The collapse of the Child Support Agency, and the years of misery its incompetence brought to mothers and children, was due in large part to the fact that its half-billion-pound computer system, designed by EDS, never worked properly. An internal company memo admitted the system was "badly designed, badly delivered, badly tested and badly implemented". The disastrous implementation of the tax credits system, where a third of the 6 million families involved were over- or underpaid and a billion pounds was lost in the first year, was made infinitely worse because the computer system built to run it repeatedly crashed. The insanely overambitious NHS computer scheme is more than two years behind schedule, while the estimated cost has tripled to £20bn. This month a senior civil servant at the Department for Work and Pensions, Joe Healey, told a seminar that the government is spending £14bn a year on IT, and yet only 30% of the projects or programmes were successful. He concluded: "It is not sustainable for us as a government to continue to spend at this level."

Even less visible is the money lost as poor managers resort to consultants, using them as either a cure or a figleaf for their own failings. The government won't reveal what it spends in this area, but former consultant David Craig estimates it at £10bn in Labour's first seven years, and rising. The public-sector consultancy business is booming.

A civil servant who arrived at one part of Defra a couple of years ago was stunned to discover that very few of the department's internal business mangers had any financial training, which meant they could neither control costs nor run the finance system. Money was a dirty word. Instead, expensive agency accountants or outside consultants were doing the job. Consultants were also employed whenever difficult or unpopular decisions had to be made. "Managers didn't want to tackle vested interests themselves; it was too uncomfortable. But they didn't listen to us, because we were nobodies. So instead we had teams of people, some on £5,000 a day, repeating our views back to management, and getting hundreds of thousands of pounds for it."
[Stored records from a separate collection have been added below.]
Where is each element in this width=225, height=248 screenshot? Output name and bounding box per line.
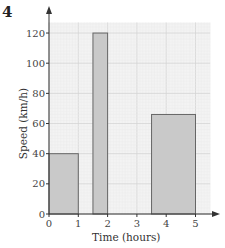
- y-tick-label: 100: [26, 58, 45, 69]
- y-axis-title: Speed (km/h): [17, 88, 29, 159]
- x-tick-label: 3: [134, 218, 140, 229]
- x-tick-label: 5: [192, 218, 198, 229]
- x-axis-title: Time (hours): [92, 231, 160, 243]
- bar-1: [49, 154, 78, 214]
- x-axis-arrow-icon: [212, 211, 220, 217]
- y-tick-label: 20: [32, 178, 45, 189]
- y-tick-label: 0: [39, 209, 45, 220]
- y-axis-arrow-icon: [46, 6, 52, 14]
- y-tick-label: 120: [26, 28, 45, 39]
- y-tick-label: 80: [32, 88, 45, 99]
- speed-time-chart: 012345020406080100120Time (hours)Speed (…: [0, 0, 225, 248]
- x-tick-label: 2: [104, 218, 110, 229]
- y-tick-label: 40: [32, 148, 45, 159]
- x-tick-label: 4: [163, 218, 169, 229]
- bar-3: [152, 114, 196, 214]
- x-tick-label: 1: [75, 218, 81, 229]
- y-tick-label: 60: [32, 118, 45, 129]
- x-tick-label: 0: [46, 218, 52, 229]
- bar-2: [93, 33, 108, 214]
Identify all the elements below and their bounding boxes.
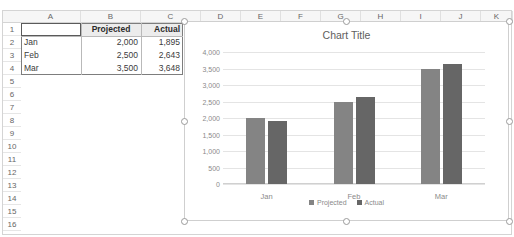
- legend-item-projected[interactable]: Projected: [309, 198, 347, 206]
- cell-B2-projected[interactable]: 2,000: [81, 36, 141, 49]
- cell-B1-projected-header[interactable]: Projected: [81, 23, 141, 36]
- resize-handle-nw[interactable]: [181, 18, 188, 25]
- cell-C1-actual-header[interactable]: Actual: [141, 23, 183, 36]
- row-header-13[interactable]: 13: [3, 179, 21, 192]
- resize-handle-e[interactable]: [506, 118, 513, 125]
- y-axis-label-2,500: 2,500: [186, 99, 220, 106]
- chart-legend[interactable]: ProjectedActual: [185, 198, 508, 206]
- row-header-7[interactable]: 7: [3, 101, 21, 114]
- bar-actual-feb[interactable]: [356, 97, 375, 184]
- resize-handle-sw[interactable]: [181, 218, 188, 225]
- y-axis-label-500: 500: [186, 165, 220, 172]
- resize-handle-ne[interactable]: [506, 18, 513, 25]
- chart-title[interactable]: Chart Title: [185, 29, 508, 41]
- row-header-12[interactable]: 12: [3, 166, 21, 179]
- plot-canvas: [223, 52, 485, 184]
- cell-A4-month[interactable]: Mar: [21, 62, 81, 75]
- y-axis-label-2,000: 2,000: [186, 115, 220, 122]
- y-axis-label-1,500: 1,500: [186, 132, 220, 139]
- row-header-10[interactable]: 10: [3, 140, 21, 153]
- resize-handle-n[interactable]: [343, 18, 350, 25]
- gridline-0: [223, 184, 485, 185]
- y-axis-label-3,500: 3,500: [186, 66, 220, 73]
- cell-C3-actual[interactable]: 2,643: [141, 49, 183, 62]
- cell-A2-month[interactable]: Jan: [21, 36, 81, 49]
- y-axis-label-1,000: 1,000: [186, 148, 220, 155]
- cell-C4-actual[interactable]: 3,648: [141, 62, 183, 75]
- row-header-2[interactable]: 2: [3, 36, 21, 49]
- legend-swatch-actual: [357, 200, 362, 205]
- bar-projected-feb[interactable]: [334, 102, 353, 185]
- bar-actual-jan[interactable]: [268, 121, 287, 184]
- legend-swatch-projected: [309, 200, 314, 205]
- row-header-5[interactable]: 5: [3, 75, 21, 88]
- cell-B4-projected[interactable]: 3,500: [81, 62, 141, 75]
- row-header-3[interactable]: 3: [3, 49, 21, 62]
- resize-handle-s[interactable]: [343, 218, 350, 225]
- legend-label-projected: Projected: [317, 199, 347, 206]
- chart-object[interactable]: Chart Title 05001,0001,5002,0002,5003,00…: [184, 21, 509, 221]
- row-header-16[interactable]: 16: [3, 218, 21, 231]
- row-header-6[interactable]: 6: [3, 88, 21, 101]
- row-header-1[interactable]: 1: [3, 23, 21, 36]
- table-header-separator: [21, 36, 183, 37]
- legend-label-actual: Actual: [365, 199, 384, 206]
- row-header-9[interactable]: 9: [3, 127, 21, 140]
- cut-off-ribbon-text: – – – – – – – – – –: [6, 0, 100, 2]
- table-column-separator-1: [141, 23, 142, 75]
- y-axis-label-4,000: 4,000: [186, 49, 220, 56]
- bar-projected-mar[interactable]: [421, 69, 440, 185]
- resize-handle-w[interactable]: [181, 118, 188, 125]
- cut-off-top-strip: – – – – – – – – – –: [0, 0, 514, 8]
- row-header-8[interactable]: 8: [3, 114, 21, 127]
- y-axis-label-3,000: 3,000: [186, 82, 220, 89]
- column-header-B[interactable]: B: [81, 11, 141, 23]
- row-header-14[interactable]: 14: [3, 192, 21, 205]
- cell-A3-month[interactable]: Feb: [21, 49, 81, 62]
- legend-item-actual[interactable]: Actual: [357, 198, 384, 206]
- y-axis-label-0: 0: [186, 181, 220, 188]
- row-header-4[interactable]: 4: [3, 62, 21, 75]
- bar-actual-mar[interactable]: [443, 64, 462, 184]
- active-cell-a1[interactable]: [21, 23, 81, 36]
- cell-B3-projected[interactable]: 2,500: [81, 49, 141, 62]
- bar-projected-jan[interactable]: [246, 118, 265, 184]
- column-header-A[interactable]: A: [21, 11, 81, 23]
- cell-C2-actual[interactable]: 1,895: [141, 36, 183, 49]
- table-column-separator-0: [81, 23, 82, 75]
- excel-worksheet-with-chart: – – – – – – – – – – ABCDEFGHIJK 12345678…: [0, 0, 514, 237]
- row-header-11[interactable]: 11: [3, 153, 21, 166]
- gridline-4,000: [223, 52, 485, 53]
- resize-handle-se[interactable]: [506, 218, 513, 225]
- row-header-15[interactable]: 15: [3, 205, 21, 218]
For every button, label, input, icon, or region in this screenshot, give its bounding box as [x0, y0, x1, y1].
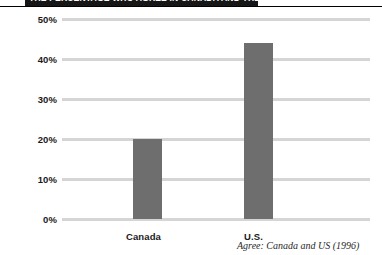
y-axis-label-10: 10% — [0, 174, 57, 185]
bar-us[interactable] — [244, 43, 273, 219]
gridline-40 — [62, 58, 370, 61]
gridline-30 — [62, 98, 370, 101]
y-axis-label-30: 30% — [0, 94, 57, 105]
chart-footnote: Agree: Canada and US (1996) — [237, 240, 359, 251]
gridline-20 — [62, 138, 370, 141]
chart-page: THE PERCENTAGE WHO AGREE IN CANADA AND T… — [0, 0, 382, 255]
y-axis-label-0: 0% — [0, 214, 57, 225]
y-axis-label-20: 20% — [0, 134, 57, 145]
bar-canada[interactable] — [133, 139, 162, 219]
x-axis-label-canada: Canada — [126, 231, 161, 242]
gridline-10 — [62, 178, 370, 181]
y-axis-label-40: 40% — [0, 54, 57, 65]
gridline-50 — [62, 18, 370, 21]
plot-area: 50% 40% 30% 20% 10% 0% Canada U.S. Agree… — [0, 0, 382, 255]
gridline-0 — [62, 218, 370, 221]
y-axis-label-50: 50% — [0, 14, 57, 25]
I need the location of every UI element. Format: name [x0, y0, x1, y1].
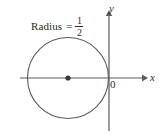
circle-center-point: [65, 75, 70, 80]
x-axis-arrow-icon: [142, 75, 148, 82]
origin-label: 0: [110, 79, 116, 90]
radius-annotation: Radius = 1 2: [31, 16, 83, 37]
fraction-numerator: 1: [76, 16, 83, 25]
circle-diagram: Radius = 1 2 y x 0: [0, 0, 163, 139]
x-axis-label: x: [150, 72, 155, 83]
radius-word: Radius: [31, 21, 62, 32]
fraction-one-half: 1 2: [75, 16, 83, 37]
fraction-denominator: 2: [76, 28, 83, 37]
y-axis-label: y: [109, 3, 114, 14]
equals-sign: =: [66, 21, 72, 32]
A consultant who earns more than half a million a year, much of it from public-sector work, confirms that very often what his teams do is quite unnecessary. "We're brought in to knock heads together, as in the merger of prisons and probation services. And it makes anxious bosses feel better to say, look, we spent a few million on consulting and reporting, so the conclusions must be right. But this is really a huge tax. They should be able to do it themselves."

And that is the heart of the problem. Our indignation at Conway's misuse of £13,000 or £45,000 is as nothing compared to spending on this scale. This is harder to grasp or to assess. But it is deeply politically destructive. People who support left-of-centre parties have a sense of idealism about tax, believing governments will spend money to create a better, fairer, kinder society. Waste on this scale eats away at that conviction and produces cynicism instead.